No Place for Copy Cats

This post also appears at www.edsocialmedia.com.  You should check it out.  It’s decent despite the fact that I write for it.

Charlie Croker: You’ve got no imagination. You couldn’t even decide what to do with all that money, so you had to buy what everybody else wanted. 
Steve: Try this on your imagination, okay. That gold is already gone.
From the Italian Job 

I came across an unnamed college Web site the other day that looked oddly similar to the Saint Michael’s College blogger page.   At first I couldn’t believe I was seeing such fragrant laziness.  Below is a side-by-side comparison (I did my best to block out the other institutions name so as to avoid embarrassment).

 

Uncanny huh?

I think this is pretty egregious for three reasons:

1. You have to at least put in some effort.  When I built the SMC bloggers page in 2008, I took a great deal of inspiration from the Butler University blog page.  That page had photos of the bloggers, their names and bios, links to their blogs, and a Twitter feed (that actually didn’t work).  I incorporated each of those into our new page.  At the time my coding skills were relatively limited (still are) so the page came out the way it did.  I’m embarrassed to admit the amount of time I spent building that stupid page.  I know that it took me half a day to figure out how to change the color.   Despite a redesign when @MalloryWood took over in 2010, some of the key design features still hold true.

The point is, you have to own it, in order to make it work.

2. This is cheating.  Literally this is plagiarism.  You’ve taken 90 percent of a Web site, added your name and colors, and published it as your own.  If a student at your institution did the same on a research paper, they would be expelled.   It is the responsibility of the institution live by the same values it expects out of its students.

Now, I’m not suggesting there was malicious intent here.  I’m guessing that this is just ignorance at play.  That being said, you just can’t do this.  It makes your institution look bad.  It makes the institution that you copied look bad.  It makes you look bad.  And lazy.

3.  This damages both brands.  Your applicants overlap.  Small residential, liberal art, college in the north east.  Yup.  That means there will be plenty of cross over between your apps.  It makes the both of you look lame, packaged, and discredits any authenticity you’ve established.  Unfortunately for SMC, this means they need to change their page immediately because this other institution is making SMC look bad through their laziness.

I think SMC has to move here.  It’s already December and high application season.  In order to maintain their brand (which is pretty damn strong) and authenticity (also pretty damn strong) they have to roll out a new design.  Like the quote at the top says, “The gold is already gone.”  SMC has to rebuild it.

So what about that saying I hear over and over again, Copy And Steal Everything?

Clearly this is said tongue in cheek.  There is plenty of room to allow yourself to be inspired by others, but you have to transform that inspiration into a product that truly reflects your institution and brand.  Social media is all about authenticity, and your ripping off a site from another school, you’re not being authentic.

Pay attention. Look at what others are doing, and figure out how you can adapt them into your own channels. While you’re at it, keep an eye out for those who are ripping you off.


## Task
Among the entries below, count the lines holding the string "position". Respond with the number alone.

## Stored records
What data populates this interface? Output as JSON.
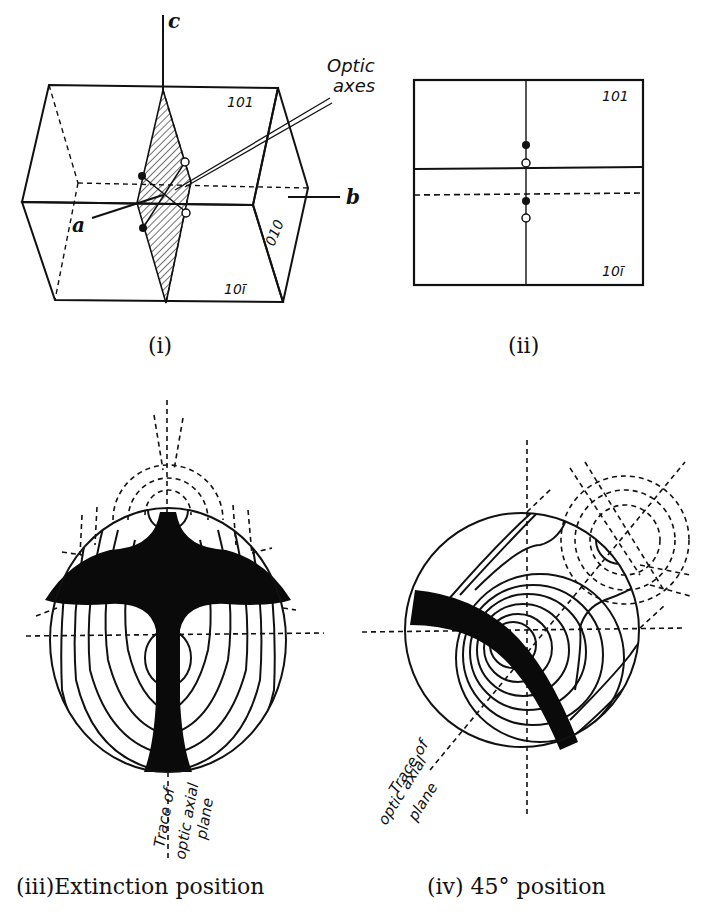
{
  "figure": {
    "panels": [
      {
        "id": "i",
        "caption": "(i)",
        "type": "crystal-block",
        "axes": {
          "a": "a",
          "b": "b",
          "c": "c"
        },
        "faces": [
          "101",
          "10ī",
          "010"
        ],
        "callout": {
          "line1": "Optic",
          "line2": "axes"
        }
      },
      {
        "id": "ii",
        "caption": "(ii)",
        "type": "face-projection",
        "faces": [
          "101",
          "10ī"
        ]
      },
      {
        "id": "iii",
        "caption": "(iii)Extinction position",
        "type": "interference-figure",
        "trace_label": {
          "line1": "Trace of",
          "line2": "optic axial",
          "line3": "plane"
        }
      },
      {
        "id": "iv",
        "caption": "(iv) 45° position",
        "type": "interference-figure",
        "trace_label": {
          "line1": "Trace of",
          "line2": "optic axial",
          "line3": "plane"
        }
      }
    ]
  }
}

## Task answer
2